All of lore.kernel.org
 help / color / mirror / Atom feed
From: Pavel Roskin <proski@gnu.org>
To: The development of GRUB 2 <grub-devel@gnu.org>
Subject: Re: New developing branch of grub2
Date: Fri, 17 Jul 2009 10:24:30 -0400	[thread overview]
Message-ID: <1247840671.25608.18.camel@mj> (raw)
In-Reply-To: <ca0f59980907170252qca1c4a5vee0ee0855e0f8176@mail.gmail.com>

On Fri, 2009-07-17 at 17:52 +0800, Bean wrote:
> Hi,
> 
> I've created a repository at GitHub to hold some developing patches,
> the main repos is at:
> 
> http://github.com/grub/grub/
> 
> master is the developing branch, while svn is the mirror of grub2 svn.
> 
> I also have a forked project at:
> 
> http://github.com/bean123/grub/
> 
> The lib branch contains the new object format code.

It's hard to see the unmerged changes in those repositories.

I can tell from my experience with Linux kernel development that
branches are not used for such efforts.  Patches need to be posted,
reviewed and discussed by others.

Separate branches or repositories are used for subsystems that have
their own maintainers.  That is, there is a repository for wireless
networking.  Patches are still posted and reviewed in a separate list.
Once they are good, they are committed to the subsystem repository.  And
then Linus pulls from it because he trusts the subsystem maintainers and
knows that the patches have been reviewed.

When patches are publishing for review, there is incentive for the patch
author to make changes clear.  When the patches are published as a
branch, chances are that the development will go too far before other
developers have a look at the code.

-- 
Regards,
Pavel Roskin



  reply	other threads:[~2009-07-17 14:24 UTC|newest]

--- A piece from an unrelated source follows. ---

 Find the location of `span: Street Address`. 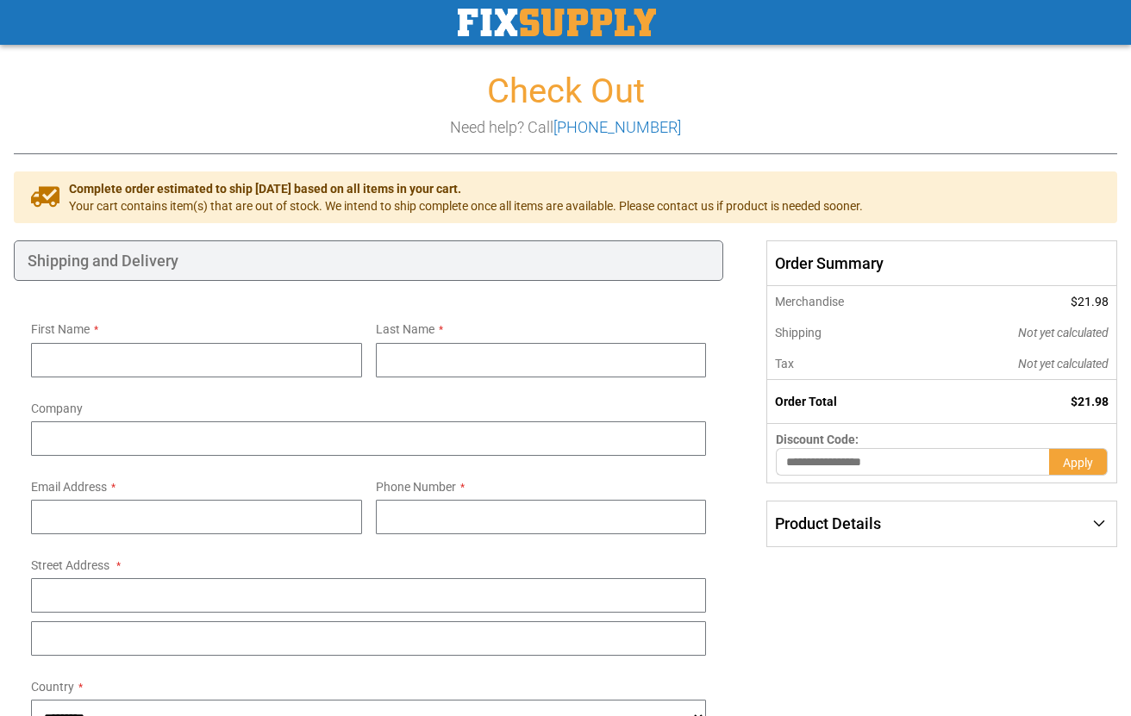

span: Street Address is located at coordinates (70, 565).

Thread overview: 3+ messages / expand[flat|nested]  mbox.gz  Atom feed  top
2009-07-17  9:52 New developing branch of grub2 Bean
2009-07-17 14:24 ` Pavel Roskin [this message]
2009-07-17 16:24   ` Bean

Reply instructions:

You may reply publicly to this message via plain-text email
using any one of the following methods:

* Save the following mbox file, import it into your mail client,
  and reply-to-all from there: mbox

  Avoid top-posting and favor interleaved quoting:
  https://en.wikipedia.org/wiki/Posting_style#Interleaved_style

* Reply using the --to, --cc, and --in-reply-to
  switches of git-send-email(1):

  git send-email \
    --in-reply-to=1247840671.25608.18.camel@mj \
    --to=proski@gnu.org \
    --cc=grub-devel@gnu.org \
    /path/to/YOUR_REPLY

  https://kernel.org/pub/software/scm/git/docs/git-send-email.html

* If your mail client supports setting the In-Reply-To header
  via mailto: links, try the mailto: link
Be sure your reply has a Subject: header at the top and a blank line before the message body.
This is an external index of several public inboxes,
see mirroring instructions on how to clone and mirror
all data and code used by this external index.